One budget covering too many time zones or countries
It’s tempting to simplify campaign management by running one campaign across multiple countries or time zones. On the surface, it might look efficient—one budget, one set of ads, one place to manage performance.
But in reality, this approach forces very different markets to fight over the same budget.
High-performing regions often lose out, because spend is eaten up by less effective locations or by markets that activate earlier in the day due to time zone differences.
How Geo HeatMap helps
By mapping performance at the country or region level, the tool makes it obvious where budget cannibalization is happening.
You may notice that one country consistently shows up green for ROAS or conversions, while others lag behind in red.
That’s your cue to spin the top performers into their own campaigns or portfolio strategies with dedicated budgets, ensuring they’re no longer starved of spend by weaker regions.
Forgetting to pair geo insights with bid strategy
Spotting weak or strong regions is only half the battle. A common mistake is seeing poor results in a geography but leaving the bid strategy untouched. When that happens, Smart Bidding will keep funneling budget into those underperforming areas because it has no corrective signal.
The insight is there, you just haven’t acted on it.
How Geo HeatMap helps
The tool highlights exactly where performance is strong (green) or weak (red), but the real magic happens when you connect those insights to Optmyzr’s Rule Engine.
You can set automated rules like:
- If ROAS < threshold in [region], apply a -20% bid adjustment
- If conversions > X in [region], apply a +15% bid adjustment
This way, the regions that waste money get dialed down, and the ones that drive results get more support, without you having to manually tweak settings every week.

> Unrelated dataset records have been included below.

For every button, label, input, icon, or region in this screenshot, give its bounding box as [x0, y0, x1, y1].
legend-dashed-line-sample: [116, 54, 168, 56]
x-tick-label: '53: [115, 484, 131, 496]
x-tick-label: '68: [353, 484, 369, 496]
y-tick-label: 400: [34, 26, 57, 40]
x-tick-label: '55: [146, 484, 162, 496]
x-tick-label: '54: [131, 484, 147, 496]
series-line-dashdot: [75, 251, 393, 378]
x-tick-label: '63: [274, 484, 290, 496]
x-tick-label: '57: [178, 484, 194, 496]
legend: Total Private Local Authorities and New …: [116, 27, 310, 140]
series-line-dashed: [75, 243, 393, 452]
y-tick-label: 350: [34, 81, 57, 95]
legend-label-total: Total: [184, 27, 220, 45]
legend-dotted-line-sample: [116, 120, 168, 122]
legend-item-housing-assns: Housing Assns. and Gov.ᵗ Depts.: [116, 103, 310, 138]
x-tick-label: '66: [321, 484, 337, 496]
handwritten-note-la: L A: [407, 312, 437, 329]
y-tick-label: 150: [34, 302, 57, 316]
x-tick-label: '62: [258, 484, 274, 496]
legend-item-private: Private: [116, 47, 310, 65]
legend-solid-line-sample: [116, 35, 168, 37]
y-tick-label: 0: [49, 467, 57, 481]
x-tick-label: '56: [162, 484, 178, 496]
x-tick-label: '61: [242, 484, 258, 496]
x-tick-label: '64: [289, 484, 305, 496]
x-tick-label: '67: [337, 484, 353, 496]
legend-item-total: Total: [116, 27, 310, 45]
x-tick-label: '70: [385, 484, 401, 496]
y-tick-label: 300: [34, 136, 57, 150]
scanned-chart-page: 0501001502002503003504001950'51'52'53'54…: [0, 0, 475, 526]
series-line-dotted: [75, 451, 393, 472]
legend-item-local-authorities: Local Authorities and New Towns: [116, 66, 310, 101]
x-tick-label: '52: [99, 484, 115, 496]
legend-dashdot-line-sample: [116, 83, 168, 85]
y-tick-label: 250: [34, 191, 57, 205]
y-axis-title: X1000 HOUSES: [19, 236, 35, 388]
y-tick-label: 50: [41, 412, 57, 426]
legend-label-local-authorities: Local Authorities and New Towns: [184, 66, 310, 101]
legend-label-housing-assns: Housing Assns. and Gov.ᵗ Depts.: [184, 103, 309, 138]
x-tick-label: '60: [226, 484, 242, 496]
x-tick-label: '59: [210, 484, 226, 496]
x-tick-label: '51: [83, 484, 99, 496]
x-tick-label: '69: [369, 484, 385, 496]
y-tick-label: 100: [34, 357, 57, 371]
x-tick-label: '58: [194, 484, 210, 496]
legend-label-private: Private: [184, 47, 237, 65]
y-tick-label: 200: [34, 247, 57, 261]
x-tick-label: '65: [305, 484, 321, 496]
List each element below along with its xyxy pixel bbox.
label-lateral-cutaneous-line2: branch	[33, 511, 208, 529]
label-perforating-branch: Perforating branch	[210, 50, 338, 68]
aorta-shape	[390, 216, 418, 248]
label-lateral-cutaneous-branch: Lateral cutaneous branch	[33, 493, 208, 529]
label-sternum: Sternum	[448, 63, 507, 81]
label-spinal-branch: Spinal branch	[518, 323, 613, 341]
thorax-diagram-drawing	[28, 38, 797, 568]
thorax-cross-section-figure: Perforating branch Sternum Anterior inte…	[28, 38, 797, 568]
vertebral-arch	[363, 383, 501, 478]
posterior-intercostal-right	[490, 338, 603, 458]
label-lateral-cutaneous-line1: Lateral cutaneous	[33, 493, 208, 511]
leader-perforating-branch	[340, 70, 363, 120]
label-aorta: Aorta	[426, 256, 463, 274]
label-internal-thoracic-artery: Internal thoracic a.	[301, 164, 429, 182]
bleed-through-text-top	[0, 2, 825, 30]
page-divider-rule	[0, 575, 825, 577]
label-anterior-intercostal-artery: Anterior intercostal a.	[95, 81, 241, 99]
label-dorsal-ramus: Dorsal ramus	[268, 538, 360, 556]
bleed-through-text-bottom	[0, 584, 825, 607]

Simplify Google Ads location targeting with Optmyzr
Poor location targeting is one of the biggest silent budget killers in Google Ads.
Whether it’s wasted spend in irrelevant geographies, strong regions being cannibalized by weaker ones, or missed opportunities in untapped markets, the cost of not having clarity is real.

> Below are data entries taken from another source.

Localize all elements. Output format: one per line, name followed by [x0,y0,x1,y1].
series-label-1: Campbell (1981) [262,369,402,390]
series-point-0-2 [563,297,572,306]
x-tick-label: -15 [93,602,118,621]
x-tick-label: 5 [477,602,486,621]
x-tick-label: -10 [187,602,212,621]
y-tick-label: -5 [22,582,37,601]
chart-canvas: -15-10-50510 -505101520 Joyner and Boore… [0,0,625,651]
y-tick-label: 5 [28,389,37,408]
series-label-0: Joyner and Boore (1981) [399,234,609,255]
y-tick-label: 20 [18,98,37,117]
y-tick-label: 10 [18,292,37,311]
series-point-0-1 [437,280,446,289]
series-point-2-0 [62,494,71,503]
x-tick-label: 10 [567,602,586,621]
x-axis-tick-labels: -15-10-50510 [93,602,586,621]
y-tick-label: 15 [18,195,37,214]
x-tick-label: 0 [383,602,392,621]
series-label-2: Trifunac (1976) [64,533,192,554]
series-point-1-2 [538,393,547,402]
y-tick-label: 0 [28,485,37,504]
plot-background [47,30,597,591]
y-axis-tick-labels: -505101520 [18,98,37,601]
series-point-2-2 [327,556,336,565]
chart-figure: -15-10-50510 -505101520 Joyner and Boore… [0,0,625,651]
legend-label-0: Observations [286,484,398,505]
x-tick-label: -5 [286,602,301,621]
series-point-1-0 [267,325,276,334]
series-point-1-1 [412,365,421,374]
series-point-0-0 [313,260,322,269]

Optmyzr’s Geo HeatMap turns scattered location data into actionable intelligence.
You see exactly where your ads are working, where they’re wasting money, and where untapped growth potential exists.
Ready to tighten up your geo strategy? Book a demo with our team today!
FAQs
1. How can I optimize location targeting in Google Ads?
Start by reviewing the Locations report to see where clicks and conversions are actually coming from. Exclude areas with high spend but no conversions, and consider creating separate campaigns for top-performing regions so they don’t have to share budget with weaker ones. Over time, refine your targeting by city, region, or country rather than leaving it too broad.
2. Should I run one Google Ads campaign across multiple countries?
It’s usually better to avoid running a single campaign across multiple countries or time zones. Budgets get stretched too thin, and time zone differences can cause high-performing regions to lose spend to weaker ones. Splitting campaigns by country or region gives you more control and ensures each market gets the right budget allocation.
3. How do I know when to exclude a location in Google Ads?
If a location is consistently driving clicks without conversions, or showing poor return on ad spend (ROAS), it’s a strong candidate for exclusion. Look at at least 30 days of data before making decisions, since short-term results can be misleading.
4. Can location insights improve Smart Bidding strategies?
Yes. Smart Bidding works best when it has accurate signals. If you know certain regions convert better, applying bid adjustments or splitting them into their own campaigns ensures Smart Bidding can optimize more effectively. Likewise, lowering bids in poor-performing areas prevents wasted budget.
5. Does location targeting work for both eCommerce and lead generation campaigns?
Yes. For eCommerce, precise location targeting helps direct budget to regions with strong ROAS and shipping coverage. For lead generation, it ensures you’re reaching prospects in serviceable geographies, preventing wasted spend on leads you can’t fulfill.